Tuesday, February 7, 2012

The Grossest Thing I Have Learned So Far

Dear Cletus,

Things have been going well with you. You're kicking away, and I'm wearing maternity clothes pretty much full time. Now that we are solidly in the middle of the fifth month of your gestation, I finally look and feel pregnant.

But none of that compares to the gross-out I got this morning from the Babycenter website, with its weekly email about your development. It started out innocuously enough, talking about how you finally have eyebrows (which is good - because eyebrows make a difference). But then came the grossest thing I have learned so far: According to Babycenter.com, this week's major update is as follows: "If you're having a girl, her vagina has begun to form as well."

That is the grossest thing I have ever heard.

The thing is, you never hear about your daughter's vagina in a good way. There is no scenario where you would be happy to hear, "By the way, Maizie has a wonderful vagina!" - even if it was a gynecologist saying that to me, I'd be weirded out. It's also not dinner-table conversation ("Had a good lacrosse practice, got an A on my chemistry test, and everything's good in the vagina department too, Mom.")

Don't get me wrong, Cletus. I'm glad your female parts are all developing - life is going to be challenging enough for you without having a Middlesex-esque experience. But I don't necessarily want to know what goes on down there with you, any more than I absolutely have to. Even when the doctor did the ultrasound to find out your gender, I complained that the "money shot" was a little too graphic. 

I don't know where my distaste on this subject comes from. Despite the hard work of the feminist movement, I am still grossed out by the subject. I tried to educate myself, and even to embrace the wonderful-ness of being a woman that having a vagina is apparently supposed to now symbolize. In college, I saw The Vagina Monologues not once, but twice - and it didn't help (I left the theater both times wondering how on earth someone found 2 hours worth of stage material surrounding a woman's genitalia, but the closest male equivalent is a silly 30-second strip-tease in The Full Monty where you don't even get to see the goods). 

So anyways, I've come to the realization that among the many, many shortcomings I will have as a parent, being unable to teach you to talk freely and openly about your body ranks pretty high. Rest assured that you and I will go through potty training at some point, but after that you won't hear me bringing up your nether regions until you're around 11, at which point a very awkward conversation will ensue. It will probably involve me vaguely gesticulating and mentioning cramps "down there", before finally shoving a box of maxipads and this book at you. Just assume now that you'll have to rely on the conversations with your girlfriends in bathrooms at school in order to get your information. I'm truly sorry.

So anyways... congrats on having a vagina, Cletus. Let's never talk about this again.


■ WORK INSTRUCTIONS
Return the data below exactly, please, but drop the pictures.

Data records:
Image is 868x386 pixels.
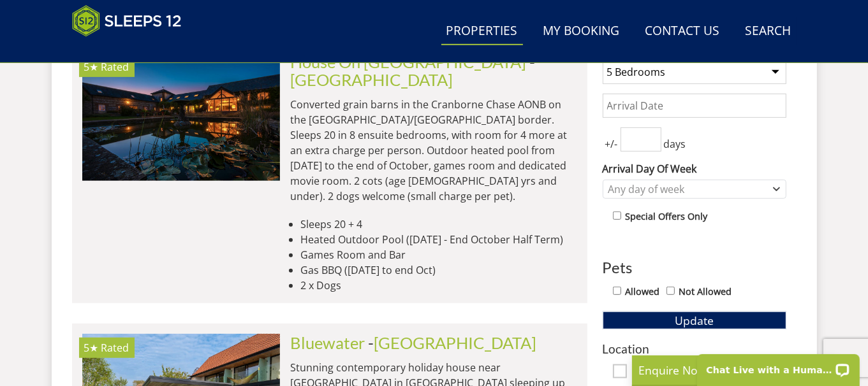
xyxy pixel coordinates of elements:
label: Arrival Day Of Week [603,161,786,176]
input: Arrival Date [603,94,786,118]
a: My Booking [538,17,625,46]
a: [GEOGRAPHIC_DATA] [290,70,453,89]
li: Sleeps 20 + 4 [300,217,577,232]
a: Bluewater [290,334,365,353]
iframe: LiveChat chat widget [688,346,868,386]
a: [GEOGRAPHIC_DATA] [374,334,537,353]
a: Properties [441,17,523,46]
label: Not Allowed [679,285,732,299]
a: 5★ Rated [82,53,280,180]
span: - [368,334,537,353]
label: Special Offers Only [626,210,707,224]
iframe: Customer reviews powered by Trustpilot [66,44,200,56]
li: Gas BBQ ([DATE] to end Oct) [300,263,577,278]
h3: Location [603,342,786,356]
li: Games Room and Bar [300,247,577,263]
li: Heated Outdoor Pool ([DATE] - End October Half Term) [300,232,577,247]
span: Bluewater has a 5 star rating under the Quality in Tourism Scheme [84,341,99,355]
span: Rated [102,341,130,355]
div: Any day of week [605,182,770,196]
p: Enquire Now [638,362,830,378]
label: Allowed [626,285,660,299]
button: Update [603,311,786,330]
img: house-on-the-hill-large-holiday-home-accommodation-wiltshire-sleeps-16.original.jpg [82,53,280,180]
span: Update [675,313,714,328]
div: Combobox [603,179,786,199]
li: 2 x Dogs [300,278,577,293]
img: Sleeps 12 [72,5,182,37]
span: - [290,52,535,89]
span: House On The Hill has a 5 star rating under the Quality in Tourism Scheme [84,60,99,74]
a: Contact Us [640,17,725,46]
h3: Pets [603,259,786,276]
span: +/- [603,137,621,152]
span: Rated [102,60,130,74]
a: Search [740,17,796,46]
p: Converted grain barns in the Cranborne Chase AONB on the [GEOGRAPHIC_DATA]/[GEOGRAPHIC_DATA] bord... [290,97,577,204]
span: days [661,137,688,152]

■ ANSWER TO THIS EXERCISE
Image is 868x386 pixels.
xyxy pixel coordinates of elements:
label: Arrival Day Of Week [603,161,786,176]
input: Arrival Date [603,94,786,118]
a: My Booking [538,17,625,46]
a: [GEOGRAPHIC_DATA] [290,70,453,89]
li: Sleeps 20 + 4 [300,217,577,232]
a: Bluewater [290,334,365,353]
iframe: LiveChat chat widget [688,346,868,386]
a: [GEOGRAPHIC_DATA] [374,334,537,353]
a: Properties [441,17,523,46]
label: Not Allowed [679,285,732,299]
a: 5★ Rated [82,53,280,180]
span: - [368,334,537,353]
label: Special Offers Only [626,210,707,224]
iframe: Customer reviews powered by Trustpilot [66,44,200,56]
li: Gas BBQ ([DATE] to end Oct) [300,263,577,278]
h3: Location [603,342,786,356]
li: Games Room and Bar [300,247,577,263]
li: Heated Outdoor Pool ([DATE] - End October Half Term) [300,232,577,247]
span: Bluewater has a 5 star rating under the Quality in Tourism Scheme [84,341,99,355]
span: Rated [102,341,130,355]
div: Any day of week [605,182,770,196]
p: Enquire Now [638,362,830,378]
label: Allowed [626,285,660,299]
button: Update [603,311,786,330]
img: house-on-the-hill-large-holiday-home-accommodation-wiltshire-sleeps-16.original.jpg [82,53,280,180]
span: Update [675,313,714,328]
div: Combobox [603,179,786,199]
li: 2 x Dogs [300,278,577,293]
img: Sleeps 12 [72,5,182,37]
span: - [290,52,535,89]
span: House On The Hill has a 5 star rating under the Quality in Tourism Scheme [84,60,99,74]
a: Contact Us [640,17,725,46]
h3: Pets [603,259,786,276]
span: +/- [603,137,621,152]
span: Rated [102,60,130,74]
a: Search [740,17,796,46]
p: Converted grain barns in the Cranborne Chase AONB on the [GEOGRAPHIC_DATA]/[GEOGRAPHIC_DATA] bord... [290,97,577,204]
span: days [661,137,688,152]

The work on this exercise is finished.